Intel Expands CPU Market Share in Q3 to 84 Percent
Intel was able to increase its lead microprocessor sales over AMD in the third quarter of 2011
According to an estimate by market research firm IHS, Intel processors accounted for 83.7 percent of all processors revenues in Q3, up from 82.5 percent in the second quarter and up from 80.9 percent in Q3 of 2010. AMD slipped from 10.5 percent in Q2 and 11.5 percent in Q3 2010 to 10.2 percent in the most recent quarter.
IHS said that the third quarter brought good and bad news for Intel:
“The boom in media tablet sales has packed both upsides and downsides for Intel—hurting its business in netbook microprocessors - but boosting its sales of chips used in data centers to support cloud computing,” said Matthew Wilkins, principal analyst for compute platforms research at IHS. “Because of its broad product line that addresses both the consumer and business side of the microprocessor business, Intel in the third quarter managed to outperform the overall market. Even with the company warning that its fourth-quarter revenue will fall short of expectations, the company still is expected to expand its lead in the global semiconductor market based on its strong performance in the third quarter and the rest of the year.”
It is particularly interesting that Intel has managed to pull itself out of the negative impact of the decline of the netbook market, which is a segment that it fueled with its Atom processors. IHS said that global netbook shipments may drop to 21.4 million units in 2011, down a staggering 33.5 percent from 32 million in 2010. Shipments are expected to fall to 13.4 million units in 2015.
- Queen's Speech to Be Made Available via Kindle
- TalkTalk Tops Ofcom's Most Complained About ISP List
- Mozilla May be Aiming For a Firefox Games Platform
- CES 2012 Will Be Microsoft's Last CES Keynote, Showing
- New Remotely Exploitable Vulnerability Found in 64-bit Win7
- Intel Sampling Prototype Medfield Smartphones, Tablets
- SW:TOR Hit With Code Errors, Long Server Queues
- MSI's GT780DX Gaming Notebook Arrives in Time for Xmas
- AMD CMO Nigel Dessau Leaving Company
- $1000 Optimus Popularis Keyboard Gets a Shipping Date
- Google Details Successes of its Chrome Release Process
- BioWare: Next Dragon Age Will Be Inspired By Skyrim
- How You Can Log Into Windows 8 by Touching Pictures
- Researchers Say Molybdenite Could Replace Silicon in Chips
- Lasers Enable Finer Chip Structures, Advance of Moore's Law
- IBM's Five Best Predictions in Tech for the Next Five Years
- Amazon UK Launches '12 Days of Kindle' Sale
- Google Dev: We Are Making Chrome Out of Kindness to Web






More than likely that AMD's disapointing Buldozie release and the fact that am3 is finally comming to an end.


=== What this task involves ===
Collect every line in the records below that contains the word "Datenverarbeitungsgeräte".
──────── Supplied material ────────
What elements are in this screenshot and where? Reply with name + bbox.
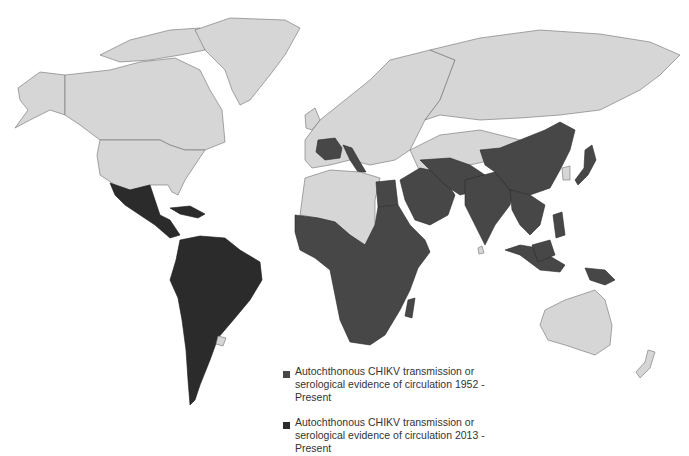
- map-legend: Autochthonous CHIKV transmission or sero…: [283, 365, 513, 456]
- region-egypt: [376, 180, 398, 207]
- legend-swatch-1952: [283, 371, 290, 378]
- region-korea: [562, 166, 570, 180]
- region-canadian-arctic: [100, 28, 205, 62]
- region-japan: [575, 145, 596, 185]
- region-australia: [540, 290, 612, 355]
- legend-item-1952: Autochthonous CHIKV transmission or sero…: [283, 365, 513, 404]
- legend-label-2013: Autochthonous CHIKV transmission or sero…: [295, 416, 513, 455]
- region-madagascar: [405, 298, 415, 318]
- region-sri-lanka: [478, 246, 484, 254]
- region-alaska: [15, 72, 65, 128]
- region-russia: [425, 30, 680, 120]
- region-philippines: [553, 212, 565, 238]
- region-southeast-asia: [510, 190, 545, 235]
- region-caribbean: [170, 206, 205, 218]
- region-uruguay: [216, 336, 226, 346]
- legend-item-2013: Autochthonous CHIKV transmission or sero…: [283, 416, 513, 455]
- region-papua-new-guinea: [585, 268, 615, 285]
- region-canada: [65, 58, 225, 150]
- region-mexico: [110, 183, 180, 238]
- region-south-america: [170, 236, 262, 405]
- region-new-zealand: [636, 350, 655, 378]
- legend-swatch-2013: [283, 422, 290, 429]
- legend-label-1952: Autochthonous CHIKV transmission or sero…: [295, 365, 513, 404]
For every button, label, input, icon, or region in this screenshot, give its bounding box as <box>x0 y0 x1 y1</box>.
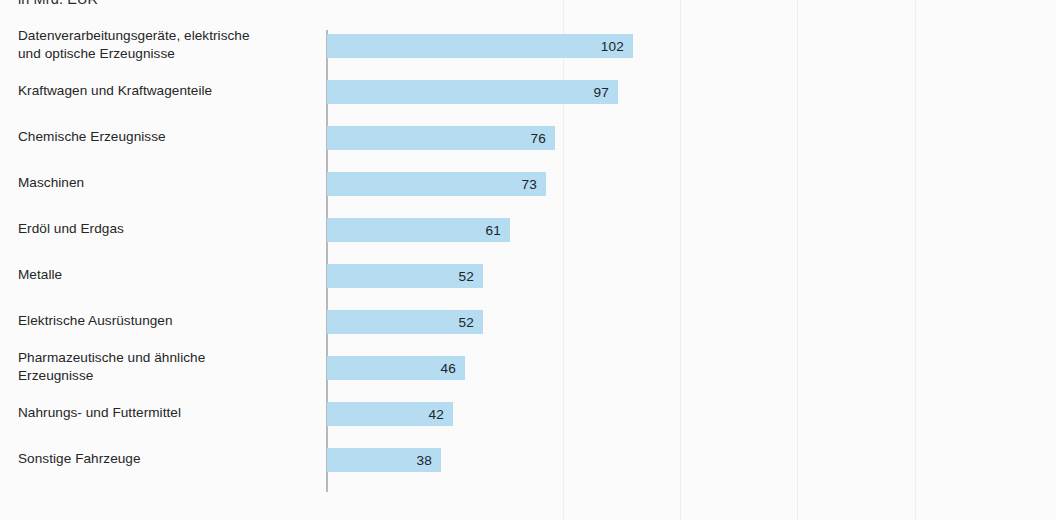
bar-row: Sonstige Fahrzeuge38 <box>0 444 1056 490</box>
bar-value-label: 97 <box>593 85 609 100</box>
category-label-line: Datenverarbeitungsgeräte, elektrische <box>18 27 318 45</box>
bar-value-label: 102 <box>601 39 624 54</box>
horizontal-bar-chart: Datenverarbeitungsgeräte, elektrischeund… <box>0 0 1056 520</box>
category-label-line: Sonstige Fahrzeuge <box>18 450 318 468</box>
bar-row: Nahrungs- und Futtermittel42 <box>0 398 1056 444</box>
category-label: Nahrungs- und Futtermittel <box>18 404 318 422</box>
category-label: Pharmazeutische und ähnlicheErzeugnisse <box>18 349 318 384</box>
bar[interactable]: 52 <box>327 310 483 334</box>
bar-value-label: 42 <box>428 407 444 422</box>
bar-value-label: 73 <box>521 177 537 192</box>
bar[interactable]: 97 <box>327 80 618 104</box>
category-label: Erdöl und Erdgas <box>18 220 318 238</box>
bar[interactable]: 76 <box>327 126 555 150</box>
category-label-line: Maschinen <box>18 174 318 192</box>
bar-row: Chemische Erzeugnisse76 <box>0 122 1056 168</box>
bar-value-label: 46 <box>440 361 456 376</box>
bar[interactable]: 73 <box>327 172 546 196</box>
bar-row: Kraftwagen und Kraftwagenteile97 <box>0 76 1056 122</box>
bar-value-label: 61 <box>485 223 501 238</box>
category-label: Datenverarbeitungsgeräte, elektrischeund… <box>18 27 318 62</box>
category-label-line: Nahrungs- und Futtermittel <box>18 404 318 422</box>
category-label-line: Erdöl und Erdgas <box>18 220 318 238</box>
bar-row: Maschinen73 <box>0 168 1056 214</box>
bar-row: Datenverarbeitungsgeräte, elektrischeund… <box>0 30 1056 76</box>
category-label: Kraftwagen und Kraftwagenteile <box>18 82 318 100</box>
bar-row: Erdöl und Erdgas61 <box>0 214 1056 260</box>
bar-value-label: 76 <box>530 131 546 146</box>
category-label-line: und optische Erzeugnisse <box>18 45 318 63</box>
bar[interactable]: 46 <box>327 356 465 380</box>
category-label-line: Elektrische Ausrüstungen <box>18 312 318 330</box>
category-label: Sonstige Fahrzeuge <box>18 450 318 468</box>
chart-subtitle: in Mrd. EUR <box>18 0 98 7</box>
bar[interactable]: 38 <box>327 448 441 472</box>
category-label-line: Chemische Erzeugnisse <box>18 128 318 146</box>
category-label: Elektrische Ausrüstungen <box>18 312 318 330</box>
category-label-line: Kraftwagen und Kraftwagenteile <box>18 82 318 100</box>
category-label-line: Pharmazeutische und ähnliche <box>18 349 318 367</box>
category-label-line: Metalle <box>18 266 318 284</box>
bar-value-label: 38 <box>416 453 432 468</box>
bar[interactable]: 61 <box>327 218 510 242</box>
bar-value-label: 52 <box>458 315 474 330</box>
category-label: Chemische Erzeugnisse <box>18 128 318 146</box>
category-label-line: Erzeugnisse <box>18 367 318 385</box>
bar[interactable]: 102 <box>327 34 633 58</box>
category-label: Maschinen <box>18 174 318 192</box>
category-label: Metalle <box>18 266 318 284</box>
bar[interactable]: 52 <box>327 264 483 288</box>
bar-value-label: 52 <box>458 269 474 284</box>
bar-row: Elektrische Ausrüstungen52 <box>0 306 1056 352</box>
bar[interactable]: 42 <box>327 402 453 426</box>
bar-row: Pharmazeutische und ähnlicheErzeugnisse4… <box>0 352 1056 398</box>
bar-row: Metalle52 <box>0 260 1056 306</box>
────────
=== Solved problem ===
category-label-line: Datenverarbeitungsgeräte, elektrische <box>18 27 318 45</box>
horizontal-bar-chart: Datenverarbeitungsgeräte, elektrischeund… <box>0 0 1056 520</box>
category-label: Datenverarbeitungsgeräte, elektrischeund… <box>18 27 318 62</box>
bar-row: Datenverarbeitungsgeräte, elektrischeund… <box>0 30 1056 76</box>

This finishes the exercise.